Every nice parent tells their kid that they’re good looking, but the truth is that some kids are better looking than others. In the solar system family, that kid is Saturn, the giant, ringed diva of the planetary siblings. The sixth planet’s iconic icy rings swirl around it like a dazzling belt, the most extensive of their kind in the solar system. But as new data from NASA suggests, Saturn’s days in the spotlight are numbered.
Up close, Saturn’s delicate rings are made up of millions of particles of water ice. Their size ranging from microscopic dust grains to huge boulders, these icy chunks are all susceptible to becoming charged by UV light from the sun or nearby plasma clouds, and scientists think that when that happens, the chunks begin to drop out of orbit toward the planet, like flies. As the video above illustrates, the rings slowly dissipate as these chunks rain down into Saturn’s atmosphere.
In about 100 million years, say NASA scientists, there’ll be no more “rain” left to fall.
The idea that Saturn’s rings are disappearing was first proposed after Voyager 2, one of the two spacecraft NASA sent to explore the outer planets of the solar system, sent home pictures of Saturn in 1981. In the photos, the dark, narrow bands circling the planet suggested the existence of “ring rain,” wrote NASA scientist Jack Connerney, Ph.D., in a 1986 paper.
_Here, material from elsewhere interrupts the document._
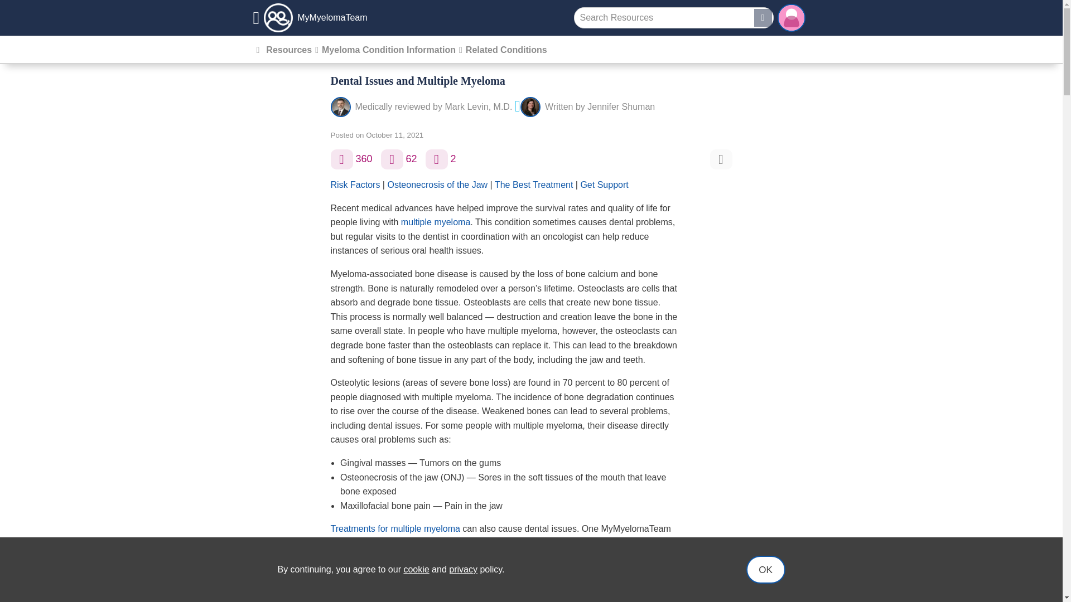 The width and height of the screenshot is (1071, 602). What do you see at coordinates (416, 570) in the screenshot?
I see `cookie` at bounding box center [416, 570].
Now, NASA’s new analysis of data collected with the Keck telescope in Mauna Kea, Hawaii in 2011 confirms that ring rain is falling, and it’s falling fast. Saturn’s rings are disappearing at the maximum rate estimated in 1986.
James O’Donoghue, Ph.D., lead author of the new paper in the journal Icarus, said: “We estimate that this ‘ring rain’ drains an amount of water products that could fill an Olympic-sized swimming pool from Saturn’s rings in half an hour.”
Ring rain falls when the charged ice particles get sucked in by Saturn’s enormous magnetic field, which in turn leads them to melt in the upper atmosphere and wash away haze. The highly organized magnetic field causes all this melting to happen in relatively straight lines, which appeared dark in the photos sent home by Voyager 2 (who, by the way, recently left the solar system for good).
This discovery also sheds light on just how old Saturn’s rings are. Nobody is sure where, when, or how the planet got its famous ornaments, but this study supports the theory that the 4-billion-year-old planet picked them up only recently — about 100 million years ago.
Data on the planet’s B ring and C ring, illustrated above, suggests that the C ring was once as dense as its B ring counterpart, and the newly confirmed rate of “ring rain” suggests it would have taken 100 million years for it to get to that point, assuming both rings started at the same density.
As far as planetary life cycles go, 100 million years is just a blip — not unlike a human’s 15 minutes of fame. Saturn, too long dependent on its good looks, might want to start thinking on a rebrand.